It was late in the morning when Norbert Schneider, Head of the Bad Loans Department of the X. Bank called to tell me that he was coming over with Frederic Steiner (nicknamed ‘Freddie’), the Bank’s compliance officer.

The Bank was an important client of our firm. Further, Norbert and Freddie were friends of mine. This, of course, did not mean they were in one another’s good books. Despite their ostensibly amiable modus operandi, it was easy to spot the underlying antipathy. I had had pleasant luncheons with each. But never had they called on me together.

Our law firm had its premises in downtown Singapore. The walk from the Bank to the firm would take about five minutes. Whilst Norbert and Freddie were on their way, I reflected on their backgrounds and their respective posts.

Before he became a banker, Norbert Schneider had been an antiques dealer in Frankfurt. He opened his business shortly after graduating from a well-known German university. He specialised in prints and ceramics. Regrettably, the business did not thrive. In the early seventies, Norbert closed it down and joined a well-known German bank. Before long he revealed a talent for recovering “bad loans”.

In 1990 Norbert took up the post of Head of the Bad Loans Department of the X. Bank’s Singapore office. We met shortly after I retired from my professorship at the Law School of the National University of Singapore and joined a law firm as a consultant.

The friendship between Norbert and myself was nourished by our common interest in ceramics and, odd to say, by an understanding based on our respective experiences during the Second World War. Norbert, who was partly Jewish, had remained with his parents in Frankfurt during the Third Reich period. I do not know how they managed to survive. My parents had fled from Vienna and, in due course, migrated to Palestine. I grew up as a predominantly Israeli youth. Still, mother’s influence had directed my mind to German culture, literature and philosophy. All in all, I liked the subjects. So did Norbert.

Unlike Norbert, Freddie came from pure Aryan stock. His parents, though, were persecuted on political grounds. After the end of WWII, they settled for a while in East Germany but in due course migrated to Australia. Freddie grew up in Sydney but spoke German at home. After obtaining a law degree, he joined one of Australia’s local banks as a trainee. In 1994, when he was in his early thirties, he joined the X. Bank in Singapore as their compliance officer.

Freddie’s post made him an unpopular figure at the Bank. In this regard, he suffered the fate of most compliance officers. Their task was to expose loopholes or technical errors in bargains, such as the absence of a required signature on a contractual document or a failure to comply with a local Statute. In consequence, a compliance officer often frustrated deals on which an account officer had worked for months. When this occurred, the account office lost his anticipated commission and was unable to list the deal in his annual progress report.

Often a compliance officer was a thorn in the flesh of the staff dealing with the recovery of bad loans. Their task was to recover outstanding debts by legal means. Frequently, the compliance officer wrecked a settlement by discovering a loophole or an inadequacy. In such cases, the bad loans officer’s inclination was to proceed with the deal despite the irregularity. He hoped for the best. To do his job, the compliance officer had to exercise his veto.

This differences in tasks and in business philosophy would have been an adequate ground for the constant tension between Norbert and Freddie. But there were additional reasons for their mutual dislike. Norbert had managed to stay put during the Holocaust. He had remained culturally German. To my delight, he had read Kafka and Heinrich Böll. All in all, though, he remained a conservative and a believer.

Freddie had grown up as an Australian. His cultural ties with Germany were related to his parents’ home. But they were also cultural. He was attracted by German classical literature and, to my surprise, by the literature of East Germany. He had, for instance, drawn my attention back to Lessing and Kleist – both early nineteenth-century playwrights I tended to ignore – and to Völker Braun, a modern East German writer. Ideologically, Freddie remained a left-winger and an agnostic.

These differences in outlook were, I suspect, of limited significance. Both Norbert and Freddie were tolerant men. The main problem related to my two friends’ characters and life philosophy. Norbert was a shrewd conformist. He knew how to handle difficult situations and was always in control of his temper. Freddie, in contrast, was a rebel. Quite often he spoke his mind even when common sense dictated silence. On such occasions Norbert was put off by Freddie’s plain words. Freddie, in turn, was repulsed by Norbert’s “live and let live” philosophy.

Their mutual differences did not affect their respective friendships with me. I was about twenty years older than Norbert. Freddie was my junior by some thirty-five years. Despite these age gaps, both found it easy to communicate with me. Lunch or morning coffee with either was never dull. Years of experience at universities and in law practice had taught me tolerance, discretion and, most importantly, to have low expectations in everyday life. I was, for instance, pleasantly surprised when Freddie lent me a rare edition of Kleist’s plays. A fine illustrated edition of Böll’s short stories, given to me by Norbert, has continued to grace my collection. So did a porcelain piece he sneaked out of Dresden before the fall of the iron curtain.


Please filter the listing for the string "square" and copy each matching line.

----

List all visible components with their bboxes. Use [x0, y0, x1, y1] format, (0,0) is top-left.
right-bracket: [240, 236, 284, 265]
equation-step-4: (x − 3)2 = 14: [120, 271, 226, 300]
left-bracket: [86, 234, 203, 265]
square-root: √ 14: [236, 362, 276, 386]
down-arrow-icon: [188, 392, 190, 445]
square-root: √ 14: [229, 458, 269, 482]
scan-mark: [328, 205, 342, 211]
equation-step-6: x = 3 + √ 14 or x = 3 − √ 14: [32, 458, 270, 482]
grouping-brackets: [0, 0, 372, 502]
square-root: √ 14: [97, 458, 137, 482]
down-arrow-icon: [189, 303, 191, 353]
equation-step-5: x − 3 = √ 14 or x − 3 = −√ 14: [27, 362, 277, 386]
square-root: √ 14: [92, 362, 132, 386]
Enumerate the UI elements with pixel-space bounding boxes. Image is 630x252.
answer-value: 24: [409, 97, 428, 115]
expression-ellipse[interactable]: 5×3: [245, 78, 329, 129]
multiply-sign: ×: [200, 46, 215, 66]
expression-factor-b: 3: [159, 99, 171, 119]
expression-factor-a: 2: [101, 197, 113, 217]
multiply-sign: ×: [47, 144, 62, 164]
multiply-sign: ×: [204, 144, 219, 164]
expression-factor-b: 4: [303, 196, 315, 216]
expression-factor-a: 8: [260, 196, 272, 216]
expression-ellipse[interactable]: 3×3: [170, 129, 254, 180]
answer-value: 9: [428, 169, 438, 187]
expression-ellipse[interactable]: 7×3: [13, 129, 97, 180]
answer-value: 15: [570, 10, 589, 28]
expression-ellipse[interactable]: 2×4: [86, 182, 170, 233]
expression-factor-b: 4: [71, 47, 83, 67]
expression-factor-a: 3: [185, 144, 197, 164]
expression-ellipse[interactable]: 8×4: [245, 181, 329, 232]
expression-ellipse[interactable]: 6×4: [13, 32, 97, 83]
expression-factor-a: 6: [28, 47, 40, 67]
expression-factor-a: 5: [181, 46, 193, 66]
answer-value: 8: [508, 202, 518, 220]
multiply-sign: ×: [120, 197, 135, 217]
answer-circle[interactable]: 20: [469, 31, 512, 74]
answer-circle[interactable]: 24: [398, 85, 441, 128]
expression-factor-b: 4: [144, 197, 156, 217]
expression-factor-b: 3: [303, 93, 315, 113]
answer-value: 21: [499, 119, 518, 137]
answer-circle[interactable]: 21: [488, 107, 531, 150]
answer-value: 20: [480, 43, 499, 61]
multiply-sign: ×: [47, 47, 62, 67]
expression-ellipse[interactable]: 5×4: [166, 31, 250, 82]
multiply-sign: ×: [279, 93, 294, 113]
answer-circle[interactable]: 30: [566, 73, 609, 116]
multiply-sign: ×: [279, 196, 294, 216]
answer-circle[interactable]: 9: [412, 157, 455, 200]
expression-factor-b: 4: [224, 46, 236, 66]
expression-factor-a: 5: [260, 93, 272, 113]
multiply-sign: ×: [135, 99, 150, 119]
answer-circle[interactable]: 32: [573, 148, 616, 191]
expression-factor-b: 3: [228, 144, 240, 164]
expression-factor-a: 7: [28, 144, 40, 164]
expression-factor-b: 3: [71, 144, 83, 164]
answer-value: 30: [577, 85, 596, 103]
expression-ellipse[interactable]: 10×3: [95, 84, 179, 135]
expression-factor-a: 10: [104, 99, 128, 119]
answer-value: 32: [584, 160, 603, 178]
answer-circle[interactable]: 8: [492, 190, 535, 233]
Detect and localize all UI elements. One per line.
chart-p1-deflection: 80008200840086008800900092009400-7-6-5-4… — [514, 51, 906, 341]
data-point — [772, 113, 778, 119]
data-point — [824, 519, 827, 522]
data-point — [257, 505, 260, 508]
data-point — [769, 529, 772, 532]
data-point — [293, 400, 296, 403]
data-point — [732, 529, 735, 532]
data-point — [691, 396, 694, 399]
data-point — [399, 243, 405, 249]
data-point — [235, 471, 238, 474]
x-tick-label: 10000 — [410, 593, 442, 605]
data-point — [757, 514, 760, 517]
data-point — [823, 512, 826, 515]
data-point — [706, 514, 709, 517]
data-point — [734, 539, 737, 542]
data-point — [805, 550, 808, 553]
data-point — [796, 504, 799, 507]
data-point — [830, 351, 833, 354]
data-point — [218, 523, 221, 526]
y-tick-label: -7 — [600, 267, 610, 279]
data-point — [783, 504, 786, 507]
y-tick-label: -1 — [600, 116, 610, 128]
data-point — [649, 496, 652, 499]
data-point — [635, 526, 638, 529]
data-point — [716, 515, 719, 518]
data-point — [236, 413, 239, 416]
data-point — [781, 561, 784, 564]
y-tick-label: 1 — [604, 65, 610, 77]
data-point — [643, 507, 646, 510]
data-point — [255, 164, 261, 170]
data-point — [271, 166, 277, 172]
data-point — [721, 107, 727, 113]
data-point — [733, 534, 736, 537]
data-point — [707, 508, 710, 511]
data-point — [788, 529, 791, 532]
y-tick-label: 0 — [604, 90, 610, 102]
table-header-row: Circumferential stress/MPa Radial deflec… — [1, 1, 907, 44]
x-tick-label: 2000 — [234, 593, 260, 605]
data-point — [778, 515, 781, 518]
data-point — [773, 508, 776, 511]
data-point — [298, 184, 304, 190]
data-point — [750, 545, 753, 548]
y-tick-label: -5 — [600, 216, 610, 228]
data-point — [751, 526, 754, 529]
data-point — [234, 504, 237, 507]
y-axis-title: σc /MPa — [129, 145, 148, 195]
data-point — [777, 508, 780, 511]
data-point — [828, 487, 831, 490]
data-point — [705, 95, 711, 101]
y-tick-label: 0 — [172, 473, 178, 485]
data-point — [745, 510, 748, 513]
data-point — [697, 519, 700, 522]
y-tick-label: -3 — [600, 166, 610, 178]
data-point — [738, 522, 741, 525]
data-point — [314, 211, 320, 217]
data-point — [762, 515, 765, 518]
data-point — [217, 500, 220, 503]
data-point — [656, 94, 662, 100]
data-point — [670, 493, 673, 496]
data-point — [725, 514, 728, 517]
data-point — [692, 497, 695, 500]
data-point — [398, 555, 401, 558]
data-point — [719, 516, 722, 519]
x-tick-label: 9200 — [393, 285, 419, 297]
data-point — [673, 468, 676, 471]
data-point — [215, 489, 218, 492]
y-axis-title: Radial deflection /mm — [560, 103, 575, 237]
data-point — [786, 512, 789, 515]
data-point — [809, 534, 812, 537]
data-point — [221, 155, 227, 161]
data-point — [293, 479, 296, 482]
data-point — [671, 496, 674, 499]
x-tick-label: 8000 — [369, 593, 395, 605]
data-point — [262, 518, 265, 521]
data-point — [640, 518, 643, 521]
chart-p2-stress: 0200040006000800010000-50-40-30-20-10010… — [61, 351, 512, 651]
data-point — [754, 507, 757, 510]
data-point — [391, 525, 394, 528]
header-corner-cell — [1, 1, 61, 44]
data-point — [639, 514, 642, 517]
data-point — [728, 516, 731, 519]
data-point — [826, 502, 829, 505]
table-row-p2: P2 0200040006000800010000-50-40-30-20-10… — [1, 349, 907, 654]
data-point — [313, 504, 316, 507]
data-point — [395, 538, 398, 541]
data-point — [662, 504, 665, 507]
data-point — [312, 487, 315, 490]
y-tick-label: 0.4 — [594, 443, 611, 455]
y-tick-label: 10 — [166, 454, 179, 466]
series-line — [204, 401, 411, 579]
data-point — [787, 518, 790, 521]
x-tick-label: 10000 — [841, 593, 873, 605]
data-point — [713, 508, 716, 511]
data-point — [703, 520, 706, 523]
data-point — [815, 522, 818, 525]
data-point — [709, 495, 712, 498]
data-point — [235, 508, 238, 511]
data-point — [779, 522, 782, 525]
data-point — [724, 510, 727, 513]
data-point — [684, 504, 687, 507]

----

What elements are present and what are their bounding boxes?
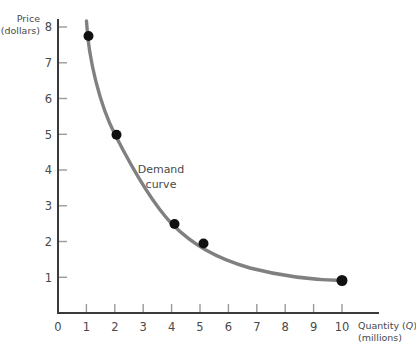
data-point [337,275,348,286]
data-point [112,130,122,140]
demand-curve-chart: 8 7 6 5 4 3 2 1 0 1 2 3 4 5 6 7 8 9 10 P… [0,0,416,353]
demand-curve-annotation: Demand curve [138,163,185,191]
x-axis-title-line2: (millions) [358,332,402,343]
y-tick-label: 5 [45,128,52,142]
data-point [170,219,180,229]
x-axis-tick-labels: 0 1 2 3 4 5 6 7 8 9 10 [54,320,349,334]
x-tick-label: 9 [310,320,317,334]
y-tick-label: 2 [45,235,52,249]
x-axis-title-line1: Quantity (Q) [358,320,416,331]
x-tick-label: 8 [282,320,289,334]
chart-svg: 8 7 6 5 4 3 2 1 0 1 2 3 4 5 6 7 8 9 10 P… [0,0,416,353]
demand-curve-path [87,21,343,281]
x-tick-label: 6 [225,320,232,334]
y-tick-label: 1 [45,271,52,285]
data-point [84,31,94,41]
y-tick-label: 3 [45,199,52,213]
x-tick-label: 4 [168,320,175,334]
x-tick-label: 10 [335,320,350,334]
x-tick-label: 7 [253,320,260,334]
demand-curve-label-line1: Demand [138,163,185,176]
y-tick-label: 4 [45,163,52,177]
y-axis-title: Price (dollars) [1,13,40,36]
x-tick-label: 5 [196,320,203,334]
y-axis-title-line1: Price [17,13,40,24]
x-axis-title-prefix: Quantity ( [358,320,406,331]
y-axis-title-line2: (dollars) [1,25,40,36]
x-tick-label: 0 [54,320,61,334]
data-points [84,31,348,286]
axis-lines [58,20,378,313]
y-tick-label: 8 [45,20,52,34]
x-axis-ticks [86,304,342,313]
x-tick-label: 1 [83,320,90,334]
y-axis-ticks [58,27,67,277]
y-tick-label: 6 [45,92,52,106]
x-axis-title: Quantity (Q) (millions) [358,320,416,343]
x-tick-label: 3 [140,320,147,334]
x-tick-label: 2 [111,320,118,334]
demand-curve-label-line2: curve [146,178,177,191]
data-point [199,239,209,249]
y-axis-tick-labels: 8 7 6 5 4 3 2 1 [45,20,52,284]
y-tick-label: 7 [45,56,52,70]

----

__SOLUTION TO THIS TASK__
square-root: √ 14: [236, 362, 276, 386]
square-root: √ 14: [229, 458, 269, 482]
square-root: √ 14: [97, 458, 137, 482]
square-root: √ 14: [92, 362, 132, 386]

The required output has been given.